US Senators Give Light on Central American Migrant Children Experiencing Abuse
The recent reports about unaccompanied migrant children from Central America, who are brought to sponsors after entering the U.S. borders, have led the U.S. senate to slam the Department of Health and Human Services (HHS), EFE reports.
After a thorough investigation, a couple of legislators announced during a congressional hearing on Thursday regarding the imminent issue that needs to be addressed immediately because of the gravity of the situation, the publication adds.
Apparently, unaccompanied children were even subjected to sexual abuse by the sponsors and the Senate have placed a spotlight on the HHS, stressing that it is the Department's responsibility, the news agency reports.
Missouri Democrat Claire McCaskill have recently shed light on the undocumented minors' situation in the US saying that they are now "vulnerable and traumatized minors abused by their sponsors, or forced to engage in backbreaking labor for little or no pay, while being housed in unsanitary and dangerous conditions," McCaskill said as quoted by FOX News Latino.
Furthermore, there are already 13 minors who were smuggled and 15 experienced abuses, the news agency revealed. "HHS placed one 16-year-old with a sponsor who claimed to be her cousin. In fact, he was completely unrelated to her and had paid for her to come to the U.S The minor, was forced to have sex with her sponsor," McCaskill continued.
Meanwhile, Republican Senator Rob Portman of Ohio urged that the HHS made a mistake that risked the lives of the minors accusing them that they "failed to address systematic deficiencies in their placement process," Portman and McCaskill said as quoted by the news outlet.
Reuters reported that the senators during the hearing urged that the HHS was lacking procedures to protect the minors. "It is intolerable that human trafficking -- modern-day slavery -- could occur in our own backyard," Portman said as quoted by the publication.
With an average of 6,000 unaccompanied minors who come to the U.S. in a year to about 57,496 in 2014 and 33,726 in fiscal 2015, the numbers are reportedly too much for the HHS to handle.
In light of this, the news outlet speculated that the HHS had to act quickly and send these children to sponsors, even without doing their due diligence to look into the sponsors' backgrounds to ensure the safety of the unaccompanied minors.
"But what makes the Marion cases even more alarming is that a U.S. government agency was responsible for delivering some of the victims into the hands of their abusers," Portman added as quoted by the publication.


# [WHAT IS REQUIRED]
When writing out the listing below, reproduce every word exactly and skip the pictures.

• • • • • • •

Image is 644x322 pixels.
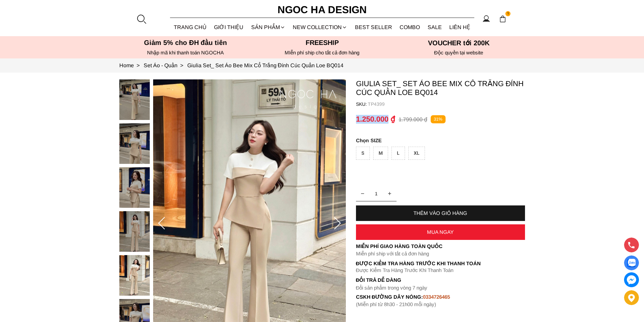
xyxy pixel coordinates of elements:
[119,62,144,68] a: Link to Home
[144,62,187,68] a: Link to Set Áo - Quần
[210,18,248,36] a: GIỚI THIỆU
[356,229,525,235] div: MUA NGAY
[187,62,344,68] a: Link to Giulia Set_ Set Áo Bee Mix Cổ Trắng Đính Cúc Quần Loe BQ014
[356,301,436,307] font: (Miễn phí từ 8h30 - 21h00 mỗi ngày)
[351,18,396,36] a: BEST SELLER
[424,18,446,36] a: SALE
[423,294,450,300] font: 0334726465
[289,18,351,36] a: NEW COLLECTION
[119,79,150,120] img: Giulia Set_ Set Áo Bee Mix Cổ Trắng Đính Cúc Quần Loe BQ014_mini_0
[624,272,639,287] a: messenger
[392,39,525,47] h5: VOUCHER tới 200K
[272,2,373,18] a: Ngoc Ha Design
[356,285,428,291] font: Đổi sản phẩm trong vòng 7 ngày
[119,167,150,208] img: Giulia Set_ Set Áo Bee Mix Cổ Trắng Đính Cúc Quần Loe BQ014_mini_2
[391,147,405,160] div: L
[356,138,525,143] p: SIZE
[398,116,427,123] p: 1.799.000 ₫
[356,243,443,249] font: Miễn phí giao hàng toàn quốc
[392,50,525,56] h6: Độc quyền tại website
[356,210,525,216] div: THÊM VÀO GIỎ HÀNG
[356,147,370,160] div: S
[147,50,224,55] font: Nhập mã khi thanh toán NGOCHA
[170,18,210,36] a: TRANG CHỦ
[408,147,425,160] div: XL
[356,251,429,257] font: Miễn phí ship với tất cả đơn hàng
[356,115,395,124] p: 1.250.000 ₫
[431,115,446,124] p: 31%
[446,18,474,36] a: LIÊN HỆ
[119,124,150,164] img: Giulia Set_ Set Áo Bee Mix Cổ Trắng Đính Cúc Quần Loe BQ014_mini_1
[177,62,186,68] span: >
[248,18,289,36] div: SẢN PHẨM
[119,211,150,252] img: Giulia Set_ Set Áo Bee Mix Cổ Trắng Đính Cúc Quần Loe BQ014_mini_3
[356,79,525,97] p: Giulia Set_ Set Áo Bee Mix Cổ Trắng Đính Cúc Quần Loe BQ014
[624,255,639,270] a: Display image
[356,267,525,274] p: Được Kiểm Tra Hàng Trước Khi Thanh Toán
[499,15,506,23] img: img-CART-ICON-ksit0nf1
[506,11,511,17] span: 1
[396,18,424,36] a: Combo
[144,39,227,46] font: Giảm 5% cho ĐH đầu tiên
[356,261,525,267] p: Được Kiểm Tra Hàng Trước Khi Thanh Toán
[373,147,388,160] div: M
[627,259,635,267] img: Display image
[356,294,423,300] font: cskh đường dây nóng:
[256,50,389,56] h6: MIễn phí ship cho tất cả đơn hàng
[134,62,142,68] span: >
[356,277,525,283] h6: Đổi trả dễ dàng
[356,187,396,200] input: Quantity input
[305,39,339,46] font: Freeship
[368,101,525,107] p: TP4399
[119,255,150,296] img: Giulia Set_ Set Áo Bee Mix Cổ Trắng Đính Cúc Quần Loe BQ014_mini_4
[356,101,368,107] h6: SKU:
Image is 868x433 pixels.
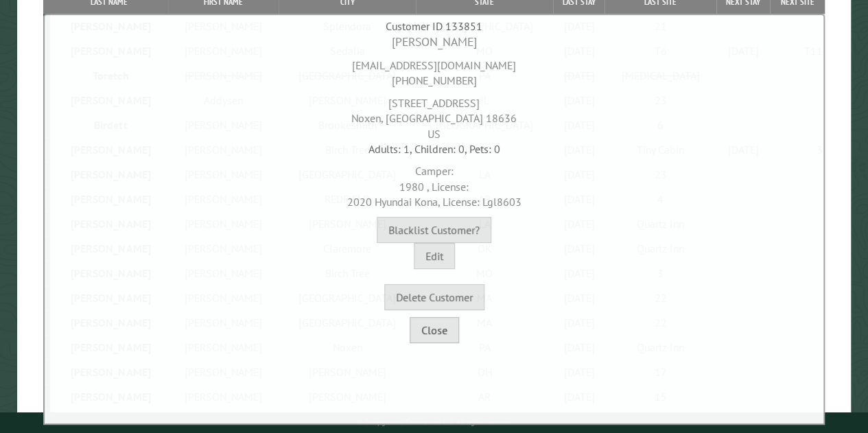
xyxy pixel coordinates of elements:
div: [PERSON_NAME] [48,33,820,51]
span: 2020 Hyundai Kona, License: Lgl8603 [347,195,522,209]
span: 1980 , License: [400,180,468,194]
div: Customer ID 133851 [48,18,820,33]
div: Adults: 1, Children: 0, Pets: 0 [48,141,820,156]
button: Close [410,317,459,343]
button: Blacklist Customer? [377,217,491,243]
button: Edit [414,243,455,269]
div: [STREET_ADDRESS] Noxen, [GEOGRAPHIC_DATA] 18636 US [48,89,820,141]
button: Delete Customer [384,284,484,310]
div: [EMAIL_ADDRESS][DOMAIN_NAME] [PHONE_NUMBER] [48,51,820,89]
small: © Campground Commander LLC. All rights reserved. [356,418,511,427]
div: Camper: [48,156,820,209]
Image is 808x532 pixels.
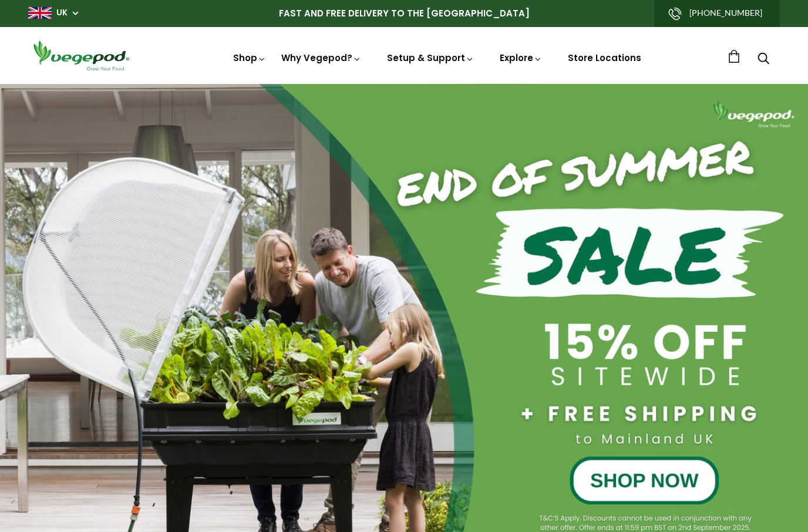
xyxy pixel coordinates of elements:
a: Why Vegepod? [282,52,361,64]
a: UK [57,7,68,19]
img: gb_large.png [28,7,52,19]
a: Shop [233,52,266,64]
a: Setup & Support [387,52,474,64]
img: Vegepod [28,39,134,73]
a: Explore [500,52,542,64]
a: Store Locations [567,52,641,64]
a: Search [757,54,769,66]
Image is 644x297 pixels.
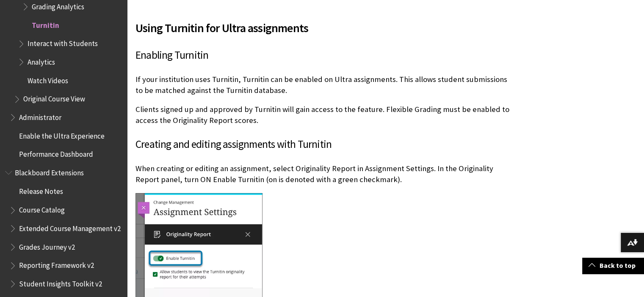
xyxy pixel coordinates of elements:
[19,110,61,122] span: Administrator
[28,73,68,85] span: Watch Videos
[19,147,93,159] span: Performance Dashboard
[582,258,644,273] a: Back to top
[19,221,121,232] span: Extended Course Management v2
[136,19,510,37] span: Using Turnitin for Ultra assignments
[19,203,65,214] span: Course Catalog
[136,74,510,96] p: If your institution uses Turnitin, Turnitin can be enabled on Ultra assignments. This allows stud...
[136,104,510,126] p: Clients signed up and approved by Turnitin will gain access to the feature. Flexible Grading must...
[28,55,55,66] span: Analytics
[19,276,102,288] span: Student Insights Toolkit v2
[19,240,75,251] span: Grades Journey v2
[28,37,98,48] span: Interact with Students
[19,184,63,196] span: Release Notes
[19,129,105,140] span: Enable the Ultra Experience
[32,19,59,30] span: Turnitin
[15,166,84,177] span: Blackboard Extensions
[136,47,510,63] h3: Enabling Turnitin
[136,163,510,185] p: When creating or editing an assignment, select Originality Report in Assignment Settings. In the ...
[24,92,85,103] span: Original Course View
[19,259,94,270] span: Reporting Framework v2
[136,137,510,152] h3: Creating and editing assignments with Turnitin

• • • • • • •

# [REPLY TO THE TASK]
Image is 644x322 pixels.
xyxy pixel coordinates of elements:
[119,62,144,68] a: Link to Home
[144,62,187,68] a: Link to Set Áo - Quần
[210,18,248,36] a: GIỚI THIỆU
[356,229,525,235] div: MUA NGAY
[187,62,344,68] a: Link to Giulia Set_ Set Áo Bee Mix Cổ Trắng Đính Cúc Quần Loe BQ014
[356,301,436,307] font: (Miễn phí từ 8h30 - 21h00 mỗi ngày)
[351,18,396,36] a: BEST SELLER
[424,18,446,36] a: SALE
[423,294,450,300] font: 0334726465
[289,18,351,36] a: NEW COLLECTION
[119,79,150,120] img: Giulia Set_ Set Áo Bee Mix Cổ Trắng Đính Cúc Quần Loe BQ014_mini_0
[624,272,639,287] a: messenger
[392,39,525,47] h5: VOUCHER tới 200K
[272,2,373,18] a: Ngoc Ha Design
[356,285,428,291] font: Đổi sản phẩm trong vòng 7 ngày
[119,167,150,208] img: Giulia Set_ Set Áo Bee Mix Cổ Trắng Đính Cúc Quần Loe BQ014_mini_2
[391,147,405,160] div: L
[356,138,525,143] p: SIZE
[398,116,427,123] p: 1.799.000 ₫
[356,243,443,249] font: Miễn phí giao hàng toàn quốc
[392,50,525,56] h6: Độc quyền tại website
[356,210,525,216] div: THÊM VÀO GIỎ HÀNG
[356,147,370,160] div: S
[147,50,224,55] font: Nhập mã khi thanh toán NGOCHA
[170,18,210,36] a: TRANG CHỦ
[408,147,425,160] div: XL
[356,251,429,257] font: Miễn phí ship với tất cả đơn hàng
[356,115,395,124] p: 1.250.000 ₫
[431,115,446,124] p: 31%
[446,18,474,36] a: LIÊN HỆ
[119,124,150,164] img: Giulia Set_ Set Áo Bee Mix Cổ Trắng Đính Cúc Quần Loe BQ014_mini_1
[177,62,186,68] span: >
[248,18,289,36] div: SẢN PHẨM
[119,211,150,252] img: Giulia Set_ Set Áo Bee Mix Cổ Trắng Đính Cúc Quần Loe BQ014_mini_3
[356,79,525,97] p: Giulia Set_ Set Áo Bee Mix Cổ Trắng Đính Cúc Quần Loe BQ014
[624,255,639,270] a: Display image
[356,267,525,274] p: Được Kiểm Tra Hàng Trước Khi Thanh Toán
[499,15,506,23] img: img-CART-ICON-ksit0nf1
[506,11,511,17] span: 1
[396,18,424,36] a: Combo
[144,39,227,46] font: Giảm 5% cho ĐH đầu tiên
[356,261,525,267] p: Được Kiểm Tra Hàng Trước Khi Thanh Toán
[373,147,388,160] div: M
[627,259,635,267] img: Display image
[356,294,423,300] font: cskh đường dây nóng:
[256,50,389,56] h6: MIễn phí ship cho tất cả đơn hàng
[134,62,142,68] span: >
[356,277,525,283] h6: Đổi trả dễ dàng
[356,187,396,200] input: Quantity input
[305,39,339,46] font: Freeship
[368,101,525,107] p: TP4399
[119,255,150,296] img: Giulia Set_ Set Áo Bee Mix Cổ Trắng Đính Cúc Quần Loe BQ014_mini_4
[356,101,368,107] h6: SKU:
Image is 868x433 pixels.
xyxy pixel coordinates of elements:
div: [PERSON_NAME] [48,33,820,51]
span: 2020 Hyundai Kona, License: Lgl8603 [347,195,522,209]
span: 1980 , License: [400,180,468,194]
div: Customer ID 133851 [48,18,820,33]
div: Adults: 1, Children: 0, Pets: 0 [48,141,820,156]
button: Close [410,317,459,343]
button: Blacklist Customer? [377,217,491,243]
button: Edit [414,243,455,269]
div: [STREET_ADDRESS] Noxen, [GEOGRAPHIC_DATA] 18636 US [48,89,820,141]
button: Delete Customer [384,284,484,310]
div: [EMAIL_ADDRESS][DOMAIN_NAME] [PHONE_NUMBER] [48,51,820,89]
small: © Campground Commander LLC. All rights reserved. [356,418,511,427]
div: Camper: [48,156,820,209]
Image is 808x532 pixels.
xyxy pixel coordinates of elements:
a: Why Vegepod? [282,52,361,64]
a: UK [57,7,68,19]
img: gb_large.png [28,7,52,19]
a: Shop [233,52,266,64]
a: Setup & Support [387,52,474,64]
img: Vegepod [28,39,134,73]
a: Explore [500,52,542,64]
a: Store Locations [567,52,641,64]
a: Search [757,54,769,66]
Image is 644x297 pixels.
xyxy pixel coordinates of elements:
[19,110,61,122] span: Administrator
[28,73,68,85] span: Watch Videos
[19,147,93,159] span: Performance Dashboard
[582,258,644,273] a: Back to top
[19,221,121,232] span: Extended Course Management v2
[136,19,510,37] span: Using Turnitin for Ultra assignments
[19,203,65,214] span: Course Catalog
[136,74,510,96] p: If your institution uses Turnitin, Turnitin can be enabled on Ultra assignments. This allows stud...
[136,104,510,126] p: Clients signed up and approved by Turnitin will gain access to the feature. Flexible Grading must...
[28,55,55,66] span: Analytics
[19,276,102,288] span: Student Insights Toolkit v2
[19,240,75,251] span: Grades Journey v2
[28,37,98,48] span: Interact with Students
[19,184,63,196] span: Release Notes
[19,129,105,140] span: Enable the Ultra Experience
[32,19,59,30] span: Turnitin
[15,166,84,177] span: Blackboard Extensions
[136,47,510,63] h3: Enabling Turnitin
[136,163,510,185] p: When creating or editing an assignment, select Originality Report in Assignment Settings. In the ...
[24,92,85,103] span: Original Course View
[19,259,94,270] span: Reporting Framework v2
[136,137,510,152] h3: Creating and editing assignments with Turnitin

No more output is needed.